Even though this takes place in Germany I'm sticking it my 'true-grit' (aka fucked up white trash) shelf. I guess America doesn't have a monopoly on twisted Appalachia type folks, although there is an element of old-world charm here that is generally missing from my dentally impaired and radially excelled countrymen and women.

The book opens in the modern day. A guy returns to his hometown after years away to find it being overrun by yuppie types, but with some of his old friends still making up part of the local color. A girl he knew growing up has died and he and three of his friends are the only people who go to her funeral. The funeral ends, like any good funeral should, with one of the mourners lifting up her dress, showing everyone she isn't wearing any knickers and pissing on the grave. There is then a minor physical altercation. You'd almost think this was taking place in Ireland instead of Germany with these kinds of goings-ons.

The book then jumps back forty years or so to give a series of chapters that each tell a different story about the town and children growing up there. The chapters are told from the point of view of the different kids who would be taking part in this funeral, either as the mourners or as the stiff.

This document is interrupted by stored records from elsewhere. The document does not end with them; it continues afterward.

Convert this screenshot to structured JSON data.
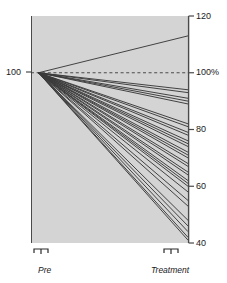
{
  "chart_data": {
    "type": "line",
    "title": "",
    "subtitle": "",
    "xlabel": "",
    "ylabel": "",
    "x_categories": [
      "Pre",
      "Treatment"
    ],
    "ylim": [
      40,
      120
    ],
    "y_ticks": [
      {
        "value": 120,
        "label": "120"
      },
      {
        "value": 100,
        "label": "100%"
      },
      {
        "value": 80,
        "label": "80"
      },
      {
        "value": 60,
        "label": "60"
      },
      {
        "value": 40,
        "label": "40"
      }
    ],
    "left_axis_ticks": [
      {
        "value": 100,
        "label": "100"
      }
    ],
    "reference_line": {
      "value": 100,
      "style": "dashed",
      "label": "100%"
    },
    "grid": false,
    "legend_position": "none",
    "plot_background": "#d4d4d4",
    "line_color": "#3a3a3a",
    "series_note": "Each line is one subject measured at Pre and after Treatment, normalized so Pre = 100.",
    "series": [
      {
        "name": "S1",
        "values": [
          100,
          113
        ]
      },
      {
        "name": "S2",
        "values": [
          100,
          94
        ]
      },
      {
        "name": "S3",
        "values": [
          100,
          93
        ]
      },
      {
        "name": "S4",
        "values": [
          100,
          91
        ]
      },
      {
        "name": "S5",
        "values": [
          100,
          90
        ]
      },
      {
        "name": "S6",
        "values": [
          100,
          89
        ]
      },
      {
        "name": "S7",
        "values": [
          100,
          82
        ]
      },
      {
        "name": "S8",
        "values": [
          100,
          81
        ]
      },
      {
        "name": "S9",
        "values": [
          100,
          79
        ]
      },
      {
        "name": "S10",
        "values": [
          100,
          78
        ]
      },
      {
        "name": "S11",
        "values": [
          100,
          76
        ]
      },
      {
        "name": "S12",
        "values": [
          100,
          75
        ]
      },
      {
        "name": "S13",
        "values": [
          100,
          74
        ]
      },
      {
        "name": "S14",
        "values": [
          100,
          72
        ]
      },
      {
        "name": "S15",
        "values": [
          100,
          71
        ]
      },
      {
        "name": "S16",
        "values": [
          100,
          70
        ]
      },
      {
        "name": "S17",
        "values": [
          100,
          68
        ]
      },
      {
        "name": "S18",
        "values": [
          100,
          67
        ]
      },
      {
        "name": "S19",
        "values": [
          100,
          65
        ]
      },
      {
        "name": "S20",
        "values": [
          100,
          64
        ]
      },
      {
        "name": "S21",
        "values": [
          100,
          62
        ]
      },
      {
        "name": "S22",
        "values": [
          100,
          61
        ]
      },
      {
        "name": "S23",
        "values": [
          100,
          60
        ]
      },
      {
        "name": "S24",
        "values": [
          100,
          58
        ]
      },
      {
        "name": "S25",
        "values": [
          100,
          55
        ]
      },
      {
        "name": "S26",
        "values": [
          100,
          53
        ]
      },
      {
        "name": "S27",
        "values": [
          100,
          48
        ]
      },
      {
        "name": "S28",
        "values": [
          100,
          46
        ]
      },
      {
        "name": "S29",
        "values": [
          100,
          44
        ]
      },
      {
        "name": "S30",
        "values": [
          100,
          42
        ]
      },
      {
        "name": "S31",
        "values": [
          100,
          41
        ]
      }
    ]
  },
  "axis": {
    "left_label_100": "100",
    "right_labels": [
      "120",
      "100%",
      "80",
      "60",
      "40"
    ]
  },
  "brackets": {
    "pre_label": "Pre",
    "treatment_label": "Treatment"
  }
}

After the first couple of chapters you start to catch on to the idea that none of these stories are going to end well. Not that the kids are going to come to a bad end necessarily, but that something fucked up is going to happen to someone in each of the chapters.

The book straddles the line of being super-natural, but you never really know, and I think you get the feeling that there is nothing super-natural going on except that some backward ignorant types take some refuge in believing in ghosts and curses and things like that instead of facing up to the fact that the whole town is a bunch of borderline psychopaths. Just look at the matter of fact way that the Thanksgiving contest is told in one of the first chapters and the almost flippant way it's mentioned in some later stories.

The book is blurbed with nods to Shirley Jackson (which is a code word for "The Lottery", which is really the only Shirley Jackson story that anyone ever means when they say Shirley Jackson) and Stephen King's "Children of the Corn". The first allusion has some validity. The second is nonsense, but it goes well with the creepy kid on the cover of the book. These aren't stories of weird kids holding a town captive with the terroristic antics of scary pre-pubescents, it's a story of a fucked up town, just told from the perspective of a group of kids. If you had to relate this novel to a Stephen King work, "The Body" would probably be a better one, but without any of the heart-felt nostalgia (or maybe that is just in the movie, I've only read the story once, but seen the movie many times so my memory isn't necessarily good here).

Grumbling about the blurbs though is just about the only thing I can complain about for this book. For a two-hundred page book there is a high density of fucked up things going on, but it never felt like I was being hit over the head with shocking scenes over and over again, but now that I'm thinking of all the things that this book had in it I'm fairly amazed it was all able to fit into a satisfying short novel.